Elite runner dies during U.S. marathon trials
By The Associated Press
Monday, November 05, 2007 |
NEW YORK — An autopsy of elite runner Ryan Shay was inconclusive Sunday after the 28-year-old collapsed and died in Central Park at the U.S. men’s marathon Olympic trials a day earlier.
“We want to take a closer look at the heart tissue,” said Ellen Borakove, spokeswoman for the city medical examiner’s office. She said the office likely would reach a conclusion in a week after examining Shay’s tissue on microscopic slides.
Shay collapsed about 51⁄2 miles into the race Saturday, and later was pronounced dead at a city hospital.
His father, Joe Shay, told The Associated Press on Saturday that Ryan was diagnosed with an enlarged heart at age 14. But doctors had repeatedly cleared him for competition, because having a larger than normal heart is not unusual among elite athletes. Training hard in aerobic sports, such as cycling, running or swimming, tends to result in a bigger heart that pumps more blood throughout the body.
Dr. Douglas Zipes, a spokesman for the American College of Cardiology who studies sudden deaths in athletes, said it can be difficult to differentiate a normal athlete’s heart from potentially deadly hypertrophic cardiomyopathy.
Cardiac echo tests and electrocardiograms can help evaluate whether the heart is healthy or not, said Zipes, a distinguished professor at the Indiana University School of Medicine. Genetic testing can also determine whether a person is at risk for certain problems.
Still, those precautions may not catch everything.
Joe Shay said doctors could not adequately test Ryan using a treadmill when he was a teenager because his heart rate was so low. Zipes said that’s not uncommon among elite athletes.
Shay’s wife, Alicia, also is a top distance runner. They married in July.
“My thoughts and prayers just go out to them and their family,” said winner Ryan Hall, a college teammate of Alicia’s at Stanford. “It’s a sad thing.”
Hall, Dathan Ritzenhein and Brian Sell won the three spots on the men’s marathon team, prevailing in a field of 131 that included Meb Keflezighi, silver medalist at the 2004 Olympics.
Hall, bellowing over the final mile with his victory ensured, had never run a marathon before April.
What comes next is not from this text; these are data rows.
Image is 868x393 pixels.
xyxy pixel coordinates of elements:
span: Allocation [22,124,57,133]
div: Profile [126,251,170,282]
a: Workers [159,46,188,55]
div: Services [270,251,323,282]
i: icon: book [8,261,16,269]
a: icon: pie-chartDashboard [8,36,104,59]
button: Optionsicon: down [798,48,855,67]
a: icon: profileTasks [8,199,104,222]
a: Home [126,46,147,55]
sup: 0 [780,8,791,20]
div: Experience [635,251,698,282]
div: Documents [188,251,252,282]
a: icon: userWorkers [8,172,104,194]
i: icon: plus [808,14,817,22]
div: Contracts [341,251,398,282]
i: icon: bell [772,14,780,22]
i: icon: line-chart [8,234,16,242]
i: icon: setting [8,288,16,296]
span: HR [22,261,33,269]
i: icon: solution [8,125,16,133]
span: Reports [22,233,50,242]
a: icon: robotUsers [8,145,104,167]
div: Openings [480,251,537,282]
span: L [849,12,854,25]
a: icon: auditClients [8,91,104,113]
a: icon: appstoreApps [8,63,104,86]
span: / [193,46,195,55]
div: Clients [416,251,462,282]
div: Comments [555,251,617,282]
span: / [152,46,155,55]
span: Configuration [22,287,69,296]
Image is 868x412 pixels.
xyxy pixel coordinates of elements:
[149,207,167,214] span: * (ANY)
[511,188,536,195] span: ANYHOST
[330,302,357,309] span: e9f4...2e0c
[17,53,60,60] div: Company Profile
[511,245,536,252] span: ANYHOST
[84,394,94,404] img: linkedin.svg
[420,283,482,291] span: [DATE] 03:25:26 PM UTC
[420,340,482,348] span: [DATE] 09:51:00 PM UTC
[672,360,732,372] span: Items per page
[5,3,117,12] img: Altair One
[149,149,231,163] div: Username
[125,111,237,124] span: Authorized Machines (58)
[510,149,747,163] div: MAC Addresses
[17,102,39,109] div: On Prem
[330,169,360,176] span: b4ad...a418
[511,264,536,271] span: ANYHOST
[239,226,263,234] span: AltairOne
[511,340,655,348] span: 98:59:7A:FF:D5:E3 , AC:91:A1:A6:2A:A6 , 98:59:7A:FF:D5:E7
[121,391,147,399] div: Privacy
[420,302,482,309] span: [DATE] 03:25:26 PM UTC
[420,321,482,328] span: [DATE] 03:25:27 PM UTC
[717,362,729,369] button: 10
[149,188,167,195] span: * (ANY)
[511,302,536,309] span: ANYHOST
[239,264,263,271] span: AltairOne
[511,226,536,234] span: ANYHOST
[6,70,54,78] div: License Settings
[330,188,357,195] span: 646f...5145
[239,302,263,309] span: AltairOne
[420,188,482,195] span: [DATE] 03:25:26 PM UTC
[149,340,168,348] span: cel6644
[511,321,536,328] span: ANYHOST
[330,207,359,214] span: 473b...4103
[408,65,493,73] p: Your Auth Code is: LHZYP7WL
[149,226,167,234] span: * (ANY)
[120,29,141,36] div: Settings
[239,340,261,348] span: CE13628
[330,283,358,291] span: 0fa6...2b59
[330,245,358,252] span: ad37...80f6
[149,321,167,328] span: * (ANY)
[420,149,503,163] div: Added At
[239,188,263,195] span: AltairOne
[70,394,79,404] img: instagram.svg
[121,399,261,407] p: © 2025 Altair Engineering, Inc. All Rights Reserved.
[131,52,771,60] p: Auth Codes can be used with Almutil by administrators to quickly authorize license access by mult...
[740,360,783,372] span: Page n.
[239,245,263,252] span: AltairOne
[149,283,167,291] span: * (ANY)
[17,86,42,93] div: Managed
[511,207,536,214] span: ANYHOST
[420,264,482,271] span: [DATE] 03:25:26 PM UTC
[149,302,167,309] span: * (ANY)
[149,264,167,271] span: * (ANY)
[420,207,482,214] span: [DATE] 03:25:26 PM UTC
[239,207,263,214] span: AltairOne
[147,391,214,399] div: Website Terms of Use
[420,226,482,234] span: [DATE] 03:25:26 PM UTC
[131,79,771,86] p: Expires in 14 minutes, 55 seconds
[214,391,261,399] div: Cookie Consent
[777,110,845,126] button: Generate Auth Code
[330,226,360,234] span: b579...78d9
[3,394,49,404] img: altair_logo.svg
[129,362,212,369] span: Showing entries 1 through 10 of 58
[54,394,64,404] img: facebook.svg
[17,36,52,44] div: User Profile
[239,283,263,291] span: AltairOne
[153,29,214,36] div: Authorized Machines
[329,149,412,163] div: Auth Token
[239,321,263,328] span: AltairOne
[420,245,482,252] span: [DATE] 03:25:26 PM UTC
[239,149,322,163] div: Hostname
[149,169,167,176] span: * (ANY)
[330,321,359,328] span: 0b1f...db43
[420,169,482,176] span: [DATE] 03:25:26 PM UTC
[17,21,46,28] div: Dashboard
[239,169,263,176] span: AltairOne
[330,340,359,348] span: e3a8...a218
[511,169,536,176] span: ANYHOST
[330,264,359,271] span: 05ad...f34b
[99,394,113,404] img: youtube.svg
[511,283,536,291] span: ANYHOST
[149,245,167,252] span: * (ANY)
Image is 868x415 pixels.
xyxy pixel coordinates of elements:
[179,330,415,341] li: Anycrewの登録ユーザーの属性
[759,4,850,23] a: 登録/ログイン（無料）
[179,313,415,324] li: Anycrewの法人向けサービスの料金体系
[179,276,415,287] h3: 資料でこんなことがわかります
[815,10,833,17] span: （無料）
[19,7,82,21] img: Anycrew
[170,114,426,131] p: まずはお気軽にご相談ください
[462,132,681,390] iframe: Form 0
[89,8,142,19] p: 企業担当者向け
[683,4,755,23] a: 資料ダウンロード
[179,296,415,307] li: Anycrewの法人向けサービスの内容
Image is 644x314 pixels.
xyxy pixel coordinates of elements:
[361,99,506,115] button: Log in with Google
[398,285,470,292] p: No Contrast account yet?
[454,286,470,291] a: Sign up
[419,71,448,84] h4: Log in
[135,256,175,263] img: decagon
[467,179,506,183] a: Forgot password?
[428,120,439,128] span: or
But he served notice he could compete with the world’s best when he made the fastest marathon debut by an American, finishing eighth against an elite field in London in April.
On Saturday, he won in a trials record time of 2 hours, 9 minutes, 2 seconds. He was followed by Ritzenhein in 2:11:07 and Sell in 2:11:40.
Khalid Khannouchi, the 35-year-old former world-record-holder who has never made an Olympic team, was fourth, nearly a minute behind Sell. Khannouchi, who has battled injuries, could earn a spot on the squad if Ritzenhein later qualifies in the 10,000 meters and chooses to compete in that race instead in Beijing.